Fecha de publicación:
27/05/2026
Idioma:
Inglés
*** Pendiente de traducción *** In the Linux kernel, the following vulnerability has been resolved:<br /> <br /> iommu/vt-d: Clear Present bit before tearing down PASID entry<br /> <br /> The Intel VT-d Scalable Mode PASID table entry consists of 512 bits (64<br /> bytes). When tearing down an entry, the current implementation zeros the<br /> entire 64-byte structure immediately using multiple 64-bit writes.<br /> <br /> Since the IOMMU hardware may fetch these 64 bytes using multiple<br /> internal transactions (e.g., four 128-bit bursts), updating or zeroing<br /> the entire entry while it is active (P=1) risks a "torn" read.

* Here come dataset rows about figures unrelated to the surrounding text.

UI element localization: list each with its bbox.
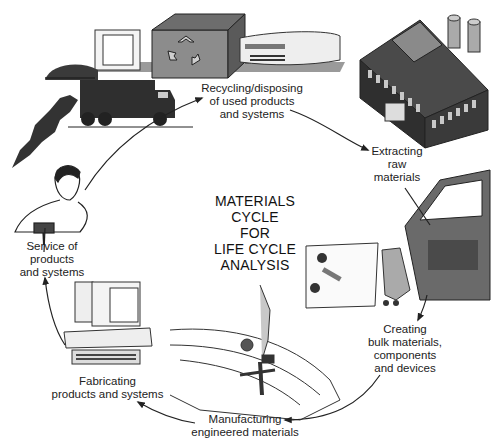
factory-illustration <box>360 15 488 148</box>
label-line: of used products <box>198 95 306 108</box>
arrow-fabricating-to-service <box>45 278 65 345</box>
label-line: and systems <box>12 266 92 279</box>
car-door-illustration <box>306 170 490 308</box>
label-line: materials <box>362 171 432 184</box>
label-line: products and systems <box>50 388 165 401</box>
label-line: and devices <box>355 362 455 375</box>
stage-label-service: Service of products and systems <box>12 240 92 279</box>
label-line: Recycling/disposing <box>198 82 306 95</box>
title-line-1: MATERIALS <box>200 193 310 209</box>
stage-label-manufacturing: Manufacturing engineered materials <box>185 413 305 439</box>
stage-label-fabricating: Fabricating products and systems <box>50 375 165 401</box>
recycling-machine-illustration <box>45 14 345 80</box>
title-line-4: LIFE CYCLE <box>200 241 310 257</box>
stage-label-recycling: Recycling/disposing of used products and… <box>198 82 306 121</box>
label-line: Fabricating <box>50 375 165 388</box>
label-line: engineered materials <box>185 426 305 439</box>
title-line-5: ANALYSIS <box>200 257 310 273</box>
label-line: Creating <box>355 323 455 336</box>
title-line-3: FOR <box>200 225 310 241</box>
label-line: products <box>12 253 92 266</box>
label-line: components <box>355 349 455 362</box>
technician-illustration <box>15 166 87 245</box>
label-line: raw <box>362 158 432 171</box>
materials-cycle-diagram: MATERIALS CYCLE FOR LIFE CYCLE ANALYSIS … <box>0 0 494 447</box>
stage-label-extracting: Extracting raw materials <box>362 145 432 184</box>
computer-illustration <box>64 282 152 364</box>
diagram-title: MATERIALS CYCLE FOR LIFE CYCLE ANALYSIS <box>200 193 310 273</box>
stage-label-creating: Creating bulk materials, components and … <box>355 323 455 375</box>
label-line: Manufacturing <box>185 413 305 426</box>
label-line: Extracting <box>362 145 432 158</box>
garbage-truck-illustration <box>12 78 193 168</box>
label-line: bulk materials, <box>355 336 455 349</box>
label-line: and systems <box>198 108 306 121</box>
title-line-2: CYCLE <box>200 209 310 225</box>
label-line: Service of <box>12 240 92 253</box>
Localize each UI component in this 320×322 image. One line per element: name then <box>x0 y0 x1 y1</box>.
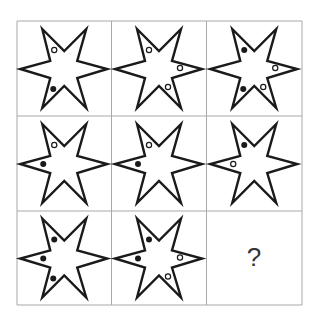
filled-circle-icon-l <box>135 256 141 262</box>
filled-circle-icon-l <box>135 161 141 167</box>
star-icon <box>115 29 202 108</box>
cell-r3c1 <box>20 219 107 298</box>
star-icon <box>20 219 107 298</box>
filled-circle-icon-ll <box>50 276 56 282</box>
question-mark: ? <box>247 244 261 270</box>
cell-r2c3 <box>210 124 297 203</box>
puzzle-grid <box>0 0 320 322</box>
filled-circle-icon-ul <box>146 237 152 243</box>
open-circle-icon-l <box>231 161 236 166</box>
filled-circle-icon-l <box>40 161 46 167</box>
star-icon <box>210 29 297 108</box>
open-circle-icon-r <box>273 65 278 70</box>
open-circle-icon-r <box>177 255 182 260</box>
open-circle-icon-lr <box>165 274 170 279</box>
cell-r3c2 <box>115 219 202 298</box>
open-circle-icon-ul <box>52 47 57 52</box>
open-circle-icon-r <box>177 65 182 70</box>
filled-circle-icon-ul <box>241 142 247 148</box>
cell-r2c1 <box>20 124 107 203</box>
cell-r2c2 <box>115 124 202 203</box>
star-icon <box>20 29 107 108</box>
filled-circle-icon-ll <box>50 86 56 92</box>
open-circle-icon-ul <box>146 47 151 52</box>
star-icon <box>115 124 202 203</box>
star-icon <box>210 124 297 203</box>
filled-circle-icon-ul <box>51 237 57 243</box>
open-circle-icon-ul <box>146 142 151 147</box>
filled-circle-icon-l <box>40 256 46 262</box>
open-circle-icon-lr <box>261 84 266 89</box>
open-circle-icon-ul <box>52 142 57 147</box>
cell-r1c2 <box>115 29 202 108</box>
open-circle-icon-lr <box>165 84 170 89</box>
star-icon <box>115 219 202 298</box>
cell-r1c3 <box>210 29 297 108</box>
star-icon <box>20 124 107 203</box>
filled-circle-icon-ll <box>240 86 246 92</box>
filled-circle-icon-ul <box>241 47 247 53</box>
cell-r1c1 <box>20 29 107 108</box>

If a<br /> hardware fetch occurs simultaneously with the CPU zeroing the entry, the<br /> hardware could observe an inconsistent state, leading to unpredictable<br /> behavior or spurious faults.<br /> <br /> Follow the "Guidance to Software for Invalidations" in the VT-d spec<br /> (Section 6.5.3.3) by implementing the recommended ownership handshake:<br /> <br /> 1. Clear only the &amp;#39;Present&amp;#39; (P) bit of the PASID entry.<br /> 2. Use a dma_wmb() to ensure the cleared bit is visible to hardware<br /> before proceeding.<br /> 3. Execute the required invalidation sequence (PASID cache, IOTLB, and<br /> Device-TLB flush) to ensure the hardware has released all cached<br /> references.<br /> 4. Only after the flushes are complete, zero out the remaining fields<br /> of the PASID entry.<br /> <br /> Also, add a dma_wmb() in pasid_set_present() to ensure that all other<br /> fields of the PASID entry are visible to the hardware before the Present<br /> bit is set.
Gravedad CVSS v3.1: ALTA
Última modificación:
30/05/2026

CVE-2026-45882

Fecha de publicación:
27/05/2026
Idioma:
Inglés
*** Pendiente de traducción *** In the Linux kernel, the following vulnerability has been resolved:<br /> <br /> power: supply: pm8916_bms_vm: Fix use-after-free in power_supply_changed()<br /> <br /> Using the `devm_` variant for requesting IRQ _before_ the `devm_`<br /> variant for allocating/registering the `power_supply` handle, means that<br /> the `power_supply` handle will be deallocated/unregistered _before_ the<br /> interrupt handler (since `devm_` naturally deallocates in reverse<br /> allocation order). This means that during removal, there is a race<br /> condition where an interrupt can fire just _after_ the `power_supply`<br /> handle has been freed, *but* just _before_ the corresponding<br /> unregistration of the IRQ handler has run.<br /> <br /> This will lead to the IRQ handler calling `power_supply_changed()` with<br /> a freed `power_supply` handle. Which usually crashes the system or<br /> otherwise silently corrupts the memory...<br /> <br /> Note that there is a similar situation which can also happen during<br /> `probe()`; the possibility of an interrupt firing _before_ registering<br /> the `power_supply` handle. This would then lead to the nasty situation<br /> of using the `power_supply` handle *uninitialized* in<br /> `power_supply_changed()`.<br /> <br /> Fix this racy use-after-free by making sure the IRQ is requested _after_<br /> the registration of the `power_supply` handle.